This paper introduces a comprehensive hallucination benchmark, incorporating both new extrinsic and existing intrinsic evaluation tasks.
arXiv Detail & Related papers (2025-04-24T13:40:27Z) - Exploring Hallucination of Large Multimodal Models in Video Understanding: Benchmark, Analysis and Mitigation [49.885797244626694]
hallucination of large multimodal models (LMMs) provides responses that appear correct but are actually incorrect.
This paper aims to study the hallucination problem of LMMs in video modality, which is dynamic and more challenging compared to static modalities like images and text.
arXiv Detail & Related papers (2025-03-25T13:12:17Z) - ANAH-v2: Scaling Analytical Hallucination Annotation of Large Language Models [65.12177400764506]
Large language models (LLMs) exhibit hallucinations in long-form question-answering tasks across various domains and wide applications.
Current hallucination detection and mitigation datasets are limited in domains and sizes.
This paper introduces an iterative self-training framework that simultaneously and progressively scales up the hallucination annotation dataset.
arXiv Detail & Related papers (2024-07-05T17:56:38Z) - Drowzee: Metamorphic Testing for Fact-Conflicting Hallucination Detection in Large Language Models [11.138489774712163]
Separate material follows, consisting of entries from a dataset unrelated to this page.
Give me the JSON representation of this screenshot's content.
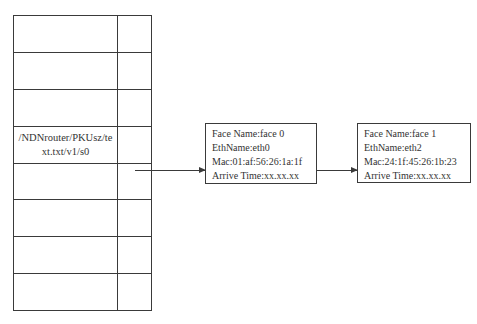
{
  "diagram": {
    "type": "pit-table-to-face-list",
    "table": {
      "rows": [
        {
          "name": "",
          "pointer": ""
        },
        {
          "name": "",
          "pointer": ""
        },
        {
          "name": "",
          "pointer": ""
        },
        {
          "name": "/NDNrouter/PKUsz/text.txt/v1/s0",
          "pointer": "arrow"
        },
        {
          "name": "",
          "pointer": ""
        },
        {
          "name": "",
          "pointer": ""
        },
        {
          "name": "",
          "pointer": ""
        },
        {
          "name": "",
          "pointer": ""
        }
      ]
    },
    "faces": [
      {
        "face_name": "Face Name:face 0",
        "eth_name": "EthName:eth0",
        "mac": "Mac:01:af:56:26:1a:1f",
        "arrive_time": "Arrive Time:xx.xx.xx"
      },
      {
        "face_name": "Face Name:face 1",
        "eth_name": "EthName:eth2",
        "mac": "Mac:24:1f:45:26:1b:23",
        "arrive_time": "Arrive Time:xx.xx.xx"
      }
    ],
    "colors": {
      "line": "#3a3a3a",
      "text": "#333333",
      "background": "#ffffff"
    }
  }
}
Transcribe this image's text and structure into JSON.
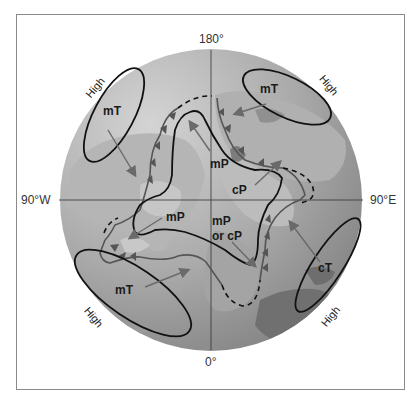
{
  "diagram": {
    "type": "polar-projection air mass source regions and polar front",
    "meridian_labels": {
      "top": "180°",
      "bottom": "0°",
      "left": "90°W",
      "right": "90°E"
    },
    "high_pressure_labels": [
      "High",
      "High",
      "High",
      "High"
    ],
    "air_masses": [
      {
        "id": "mt-upper-left",
        "label": "mT"
      },
      {
        "id": "mt-upper-right",
        "label": "mT"
      },
      {
        "id": "mt-lower-left",
        "label": "mT"
      },
      {
        "id": "ct-lower-right",
        "label": "cT"
      },
      {
        "id": "mp-center-top",
        "label": "mP"
      },
      {
        "id": "cp-center-right",
        "label": "cP"
      },
      {
        "id": "mp-center-left",
        "label": "mP"
      },
      {
        "id": "mp-or-cp-line1",
        "label": "mP"
      },
      {
        "id": "mp-or-cp-line2",
        "label": "or cP"
      }
    ],
    "colors": {
      "ocean_light": "#cfcfcf",
      "ocean_dark": "#8a8a8a",
      "land_light": "#b9b9b9",
      "land_dark": "#7a7a7a",
      "front": "#555555",
      "outline": "#111111",
      "arrow": "#6a6a6a"
    }
  }
}
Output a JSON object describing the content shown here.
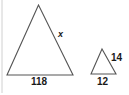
{
  "figure": {
    "large_triangle": {
      "base_label": "118",
      "side_label": "x",
      "points": [
        [
          38.5,
          5
        ],
        [
          7,
          75
        ],
        [
          73,
          75
        ]
      ]
    },
    "small_triangle": {
      "base_label": "12",
      "side_label": "14",
      "points": [
        [
          102,
          49
        ],
        [
          91,
          74
        ],
        [
          116,
          74
        ]
      ]
    },
    "stroke_color": "#555555",
    "border_color": "#d0d0d0"
  }
}
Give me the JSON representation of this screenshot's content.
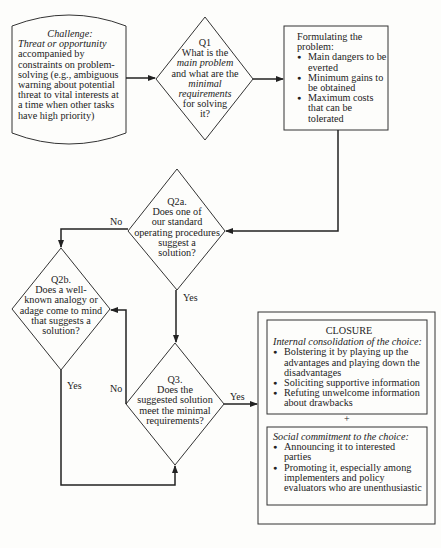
{
  "challenge": {
    "title": "Challenge:",
    "subtitle": "Threat or opportunity",
    "body": "accompanied by constraints on problem-solving (e.g., ambiguous warning about potential threat to vital interests at a time when other tasks have high priority)"
  },
  "q1": {
    "label": "Q1",
    "line1": "What is the",
    "line2_italic": "main problem",
    "line3": "and what are the",
    "line4_italic": "minimal",
    "line5_italic": "requirements",
    "line6": "for solving",
    "line7": "it?"
  },
  "formulating": {
    "title": "Formulating the problem:",
    "items": [
      "Main dangers to be everted",
      "Minimum gains to be obtained",
      "Maximum costs that can be tolerated"
    ]
  },
  "q2a": {
    "label": "Q2a.",
    "text": [
      "Does one of",
      "our standard",
      "operating procedures",
      "suggest a",
      "solution?"
    ]
  },
  "q2b": {
    "label": "Q2b.",
    "text": [
      "Does a well-",
      "known analogy or",
      "adage come to mind",
      "that suggests a",
      "solution?"
    ]
  },
  "q3": {
    "label": "Q3.",
    "text": [
      "Does the",
      "suggested solution",
      "meet the minimal",
      "requirements?"
    ]
  },
  "edges": {
    "q2a_no": "No",
    "q2a_yes": "Yes",
    "q2b_yes": "Yes",
    "q3_no": "No",
    "q3_yes": "Yes"
  },
  "closure": {
    "title": "CLOSURE",
    "internal_heading": "Internal consolidation of the choice:",
    "internal_items": [
      "Bolstering it by playing up the advantages and playing down the disadvantages",
      "Soliciting supportive information",
      "Refuting unwelcome information about drawbacks"
    ],
    "plus": "+",
    "social_heading": "Social commitment to the choice:",
    "social_items": [
      "Announcing it to interested parties",
      "Promoting it, especially among implementers and policy evaluators who are unenthusiastic"
    ]
  }
}
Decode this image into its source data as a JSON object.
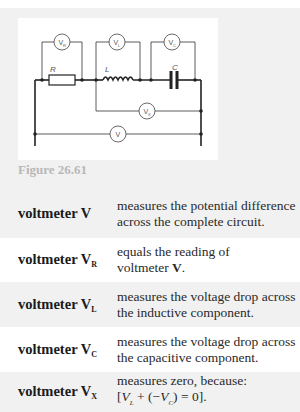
{
  "figure": {
    "caption": "Figure 26.61",
    "components": {
      "resistor_label": "R",
      "inductor_label": "L",
      "capacitor_label": "C"
    },
    "voltmeters": {
      "vr": {
        "symbol": "V",
        "sub": "R"
      },
      "vl": {
        "symbol": "V",
        "sub": "L"
      },
      "vc": {
        "symbol": "V",
        "sub": "C"
      },
      "vx": {
        "symbol": "V",
        "sub": "X"
      },
      "v": {
        "symbol": "V",
        "sub": ""
      }
    }
  },
  "table": {
    "rows": [
      {
        "label": "voltmeter V",
        "label_sub": "",
        "desc_line1": "measures the potential difference",
        "desc_line2": "across the complete circuit."
      },
      {
        "label": "voltmeter V",
        "label_sub": "R",
        "desc_line1": "equals the reading of",
        "desc_line2_prefix": "voltmeter ",
        "desc_line2_bold": "V",
        "desc_line2_suffix": "."
      },
      {
        "label": "voltmeter V",
        "label_sub": "L",
        "desc_line1": "measures the voltage drop across",
        "desc_line2": "the inductive component."
      },
      {
        "label": "voltmeter V",
        "label_sub": "C",
        "desc_line1": "measures the voltage drop across",
        "desc_line2": "the capacitive component."
      },
      {
        "label": "voltmeter V",
        "label_sub": "X",
        "desc_line1": "measures zero, because:",
        "formula": {
          "open": "[",
          "v1": "V",
          "v1_sub": "L",
          "mid": " + (−",
          "v2": "V",
          "v2_sub": "C",
          "close": ") = 0]."
        }
      }
    ]
  }
}
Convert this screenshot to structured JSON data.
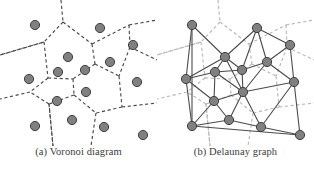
{
  "figure": {
    "background_color": "#ffffff"
  },
  "style": {
    "site_fill": "#808080",
    "site_stroke": "#3f3f3f",
    "site_radius": 4.6,
    "voronoi_edge_color": "#4a4a4a",
    "voronoi_edge_color_light": "#b9b9b9",
    "delaunay_edge_color": "#4a4a4a",
    "voronoi_dash": "3.2,2.6",
    "voronoi_stroke_width": 1.15,
    "delaunay_stroke_width": 1.1
  },
  "panels": [
    {
      "id": "voronoi",
      "caption": "(a) Voronoi diagram",
      "shows_voronoi_edges": true,
      "shows_delaunay_edges": false
    },
    {
      "id": "delaunay",
      "caption": "(b) Delaunay graph",
      "shows_voronoi_edges": true,
      "shows_delaunay_edges": true
    }
  ],
  "chart_data": {
    "type": "scatter",
    "xlabel": "",
    "ylabel": "",
    "xlim": [
      0,
      157
    ],
    "ylim": [
      0,
      146
    ],
    "grid": false,
    "legend": "none",
    "sites": [
      {
        "id": 0,
        "x": 35,
        "y": 25
      },
      {
        "id": 1,
        "x": 100,
        "y": 28
      },
      {
        "id": 2,
        "x": 133,
        "y": 45
      },
      {
        "id": 3,
        "x": 68,
        "y": 57
      },
      {
        "id": 4,
        "x": 110,
        "y": 62
      },
      {
        "id": 5,
        "x": 58,
        "y": 72
      },
      {
        "id": 6,
        "x": 85,
        "y": 70
      },
      {
        "id": 7,
        "x": 29,
        "y": 79
      },
      {
        "id": 8,
        "x": 137,
        "y": 82
      },
      {
        "id": 9,
        "x": 86,
        "y": 92
      },
      {
        "id": 10,
        "x": 57,
        "y": 101
      },
      {
        "id": 11,
        "x": 35,
        "y": 126
      },
      {
        "id": 12,
        "x": 72,
        "y": 120
      },
      {
        "id": 13,
        "x": 104,
        "y": 127
      },
      {
        "id": 14,
        "x": 143,
        "y": 135
      }
    ],
    "delaunay_edges": [
      [
        0,
        3
      ],
      [
        0,
        7
      ],
      [
        0,
        11
      ],
      [
        1,
        3
      ],
      [
        1,
        2
      ],
      [
        1,
        4
      ],
      [
        1,
        6
      ],
      [
        2,
        4
      ],
      [
        2,
        8
      ],
      [
        3,
        5
      ],
      [
        3,
        6
      ],
      [
        3,
        7
      ],
      [
        3,
        9
      ],
      [
        4,
        6
      ],
      [
        4,
        8
      ],
      [
        4,
        9
      ],
      [
        5,
        6
      ],
      [
        5,
        7
      ],
      [
        5,
        9
      ],
      [
        5,
        10
      ],
      [
        6,
        9
      ],
      [
        7,
        10
      ],
      [
        7,
        11
      ],
      [
        8,
        9
      ],
      [
        8,
        13
      ],
      [
        8,
        14
      ],
      [
        9,
        10
      ],
      [
        9,
        12
      ],
      [
        9,
        13
      ],
      [
        10,
        11
      ],
      [
        10,
        12
      ],
      [
        11,
        12
      ],
      [
        11,
        14
      ],
      [
        12,
        13
      ],
      [
        13,
        14
      ]
    ],
    "voronoi_edges": [
      [
        [
          61,
          0
        ],
        [
          63,
          22
        ]
      ],
      [
        [
          63,
          22
        ],
        [
          44,
          42
        ]
      ],
      [
        [
          63,
          22
        ],
        [
          92,
          44
        ]
      ],
      [
        [
          44,
          42
        ],
        [
          0,
          55
        ]
      ],
      [
        [
          44,
          42
        ],
        [
          48,
          78
        ]
      ],
      [
        [
          92,
          44
        ],
        [
          129,
          25
        ]
      ],
      [
        [
          92,
          44
        ],
        [
          95,
          64
        ]
      ],
      [
        [
          129,
          25
        ],
        [
          157,
          20
        ]
      ],
      [
        [
          129,
          25
        ],
        [
          130,
          47
        ]
      ],
      [
        [
          130,
          47
        ],
        [
          157,
          60
        ]
      ],
      [
        [
          130,
          47
        ],
        [
          119,
          76
        ]
      ],
      [
        [
          95,
          64
        ],
        [
          119,
          76
        ]
      ],
      [
        [
          95,
          64
        ],
        [
          73,
          79
        ]
      ],
      [
        [
          48,
          78
        ],
        [
          73,
          79
        ]
      ],
      [
        [
          48,
          78
        ],
        [
          30,
          92
        ]
      ],
      [
        [
          73,
          79
        ],
        [
          74,
          95
        ]
      ],
      [
        [
          119,
          76
        ],
        [
          122,
          107
        ]
      ],
      [
        [
          122,
          107
        ],
        [
          157,
          103
        ]
      ],
      [
        [
          122,
          107
        ],
        [
          96,
          113
        ]
      ],
      [
        [
          74,
          95
        ],
        [
          96,
          113
        ]
      ],
      [
        [
          74,
          95
        ],
        [
          49,
          104
        ]
      ],
      [
        [
          96,
          113
        ],
        [
          91,
          146
        ]
      ],
      [
        [
          49,
          104
        ],
        [
          30,
          92
        ]
      ],
      [
        [
          49,
          104
        ],
        [
          53,
          146
        ]
      ],
      [
        [
          30,
          92
        ],
        [
          0,
          99
        ]
      ],
      [
        [
          53,
          146
        ],
        [
          49,
          104
        ]
      ],
      [
        [
          0,
          55
        ],
        [
          44,
          42
        ]
      ]
    ]
  }
}
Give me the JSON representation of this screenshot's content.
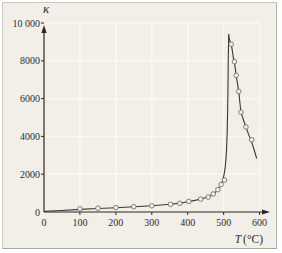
{
  "chart_data": {
    "type": "scatter",
    "title": "",
    "xlabel": "T (°C)",
    "ylabel": "κ",
    "xlim": [
      0,
      620
    ],
    "ylim": [
      0,
      10400
    ],
    "x_ticks": [
      0,
      100,
      200,
      300,
      400,
      500,
      600
    ],
    "x_tick_labels": [
      "0",
      "100",
      "200",
      "300",
      "400",
      "500",
      "600"
    ],
    "y_ticks": [
      0,
      2000,
      4000,
      6000,
      8000,
      10000
    ],
    "y_tick_labels": [
      "0",
      "2000",
      "4000",
      "6000",
      "8000",
      "10 000"
    ],
    "grid": true,
    "legend": "none",
    "series": [
      {
        "name": "fitted-curve",
        "type": "line",
        "points": [
          [
            0,
            30
          ],
          [
            50,
            80
          ],
          [
            100,
            140
          ],
          [
            150,
            185
          ],
          [
            200,
            225
          ],
          [
            250,
            275
          ],
          [
            300,
            335
          ],
          [
            350,
            415
          ],
          [
            380,
            470
          ],
          [
            400,
            545
          ],
          [
            420,
            615
          ],
          [
            440,
            705
          ],
          [
            455,
            795
          ],
          [
            468,
            915
          ],
          [
            478,
            1060
          ],
          [
            486,
            1230
          ],
          [
            492,
            1430
          ],
          [
            497,
            1660
          ],
          [
            501,
            1960
          ],
          [
            504,
            2320
          ],
          [
            506,
            2680
          ],
          [
            508,
            3250
          ],
          [
            510,
            4250
          ],
          [
            511,
            5250
          ],
          [
            512,
            6600
          ],
          [
            513,
            8200
          ],
          [
            514,
            9400
          ],
          [
            516,
            9150
          ],
          [
            519,
            8950
          ],
          [
            521,
            8880
          ],
          [
            524,
            8550
          ],
          [
            527,
            8150
          ],
          [
            530,
            7940
          ],
          [
            535,
            7230
          ],
          [
            542,
            6380
          ],
          [
            548,
            5300
          ],
          [
            555,
            4880
          ],
          [
            562,
            4500
          ],
          [
            570,
            4080
          ],
          [
            578,
            3700
          ],
          [
            585,
            3280
          ],
          [
            592,
            2820
          ]
        ]
      },
      {
        "name": "measured-points",
        "type": "scatter",
        "marker": "open-circle",
        "points": [
          [
            100,
            170
          ],
          [
            150,
            200
          ],
          [
            200,
            235
          ],
          [
            250,
            280
          ],
          [
            300,
            330
          ],
          [
            352,
            405
          ],
          [
            378,
            455
          ],
          [
            403,
            560
          ],
          [
            436,
            680
          ],
          [
            457,
            790
          ],
          [
            471,
            950
          ],
          [
            484,
            1180
          ],
          [
            493,
            1450
          ],
          [
            502,
            1690
          ],
          [
            521,
            8880
          ],
          [
            530,
            7950
          ],
          [
            535,
            7230
          ],
          [
            542,
            6380
          ],
          [
            548,
            5280
          ],
          [
            562,
            4500
          ],
          [
            578,
            3820
          ]
        ]
      }
    ]
  },
  "labels": {
    "x_symbol": "T",
    "x_unit": "(°C)"
  },
  "colors": {
    "panel_bg": "#f2efe9",
    "frame": "#ccc9c4",
    "grid": "#fbf9f5",
    "axis": "#2a2826",
    "curve": "#3a3835",
    "marker_stroke": "#72706c",
    "marker_fill": "#f4f2ed",
    "text": "#2e2c29"
  }
}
We propose an innovative approach leveraging logic programming to enhance metamorphic testing for detecting Fact-Conflicting Hallucinations (FCH)
Our method generates test cases and detects hallucinations across six different large language models spanning nine domains, revealing rates ranging from 24.7% to 59.8%.
arXiv Detail & Related papers (2024-05-01T17:24:42Z) - Detecting and Mitigating Hallucination in Large Vision Language Models via Fine-Grained AI Feedback [48.065569871444275]
We propose detecting and mitigating hallucinations in Large Vision Language Models (LVLMs) via fine-grained AI feedback.
We generate a small-size hallucination annotation dataset by proprietary models.
Then, we propose a detect-then-rewrite pipeline to automatically construct preference dataset for training hallucination mitigating model.
arXiv Detail & Related papers (2024-04-22T14:46:10Z) - Hallucination Diversity-Aware Active Learning for Text Summarization [46.00645048690819]
Large Language Models (LLMs) have shown propensity to generate hallucinated outputs, i.e., texts that are factually incorrect or unsupported.
Existing methods for alleviating hallucinations typically require costly human annotations to identify and correct hallucinations in LLM outputs.
We propose the first active learning framework to alleviate LLM hallucinations, reducing costly human annotations of hallucination needed.
arXiv Detail & Related papers (2024-04-02T02:30:27Z) - HypoTermQA: Hypothetical Terms Dataset for Benchmarking Hallucination
Tendency of LLMs [0.0]
Hallucinations pose a significant challenge to the reliability and alignment of Large Language Models (LLMs)
This paper introduces an automated scalable framework that combines benchmarking LLMs' hallucination tendencies with efficient hallucination detection.
The framework is domain-agnostic, allowing the use of any language model for benchmark creation or evaluation in any domain.
arXiv Detail & Related papers (2024-02-25T22:23:37Z) - Fine-grained Hallucination Detection and Editing for Language Models [109.56911670376932]
Large language models (LMs) are prone to generate factual errors, which are often called hallucinations.
We introduce a comprehensive taxonomy of hallucinations and argue that hallucinations manifest in diverse forms.
We propose a novel task of automatic fine-grained hallucination detection and construct a new evaluation benchmark, FavaBench.
arXiv Detail & Related papers (2024-01-12T19:02:48Z) - Alleviating Hallucinations of Large Language Models through Induced
Hallucinations [67.35512483340837]
Large language models (LLMs) have been observed to generate responses that include inaccurate or fabricated information.
We propose a simple textitInduce-then-Contrast Decoding (ICD) strategy to alleviate hallucinations.
arXiv Detail & Related papers (2023-12-25T12:32:49Z) - HalluciDoctor: Mitigating Hallucinatory Toxicity in Visual Instruction Data [102.56792377624927]
hallucinations inherent in machine-generated data remain under-explored.
We present a novel hallucination detection and elimination framework, HalluciDoctor, based on the cross-checking paradigm.
Our method successfully mitigates 44.6% hallucinations relatively and maintains competitive performance compared to LLaVA.
arXiv Detail & Related papers (2023-11-22T04:52:58Z) - AutoHall: Automated Hallucination Dataset Generation for Large Language Models [56.92068213969036]
This paper introduces a method for automatically constructing model-specific hallucination datasets based on existing fact-checking datasets called AutoHall.
We also propose a zero-resource and black-box hallucination detection method based on self-contradiction.
arXiv Detail & Related papers (2023-09-30T05:20:02Z)
This list is automatically generated from the titles and abstracts of the papers in this site.
This site does not guarantee the quality of this site (including all information) and is not responsible for any consequences.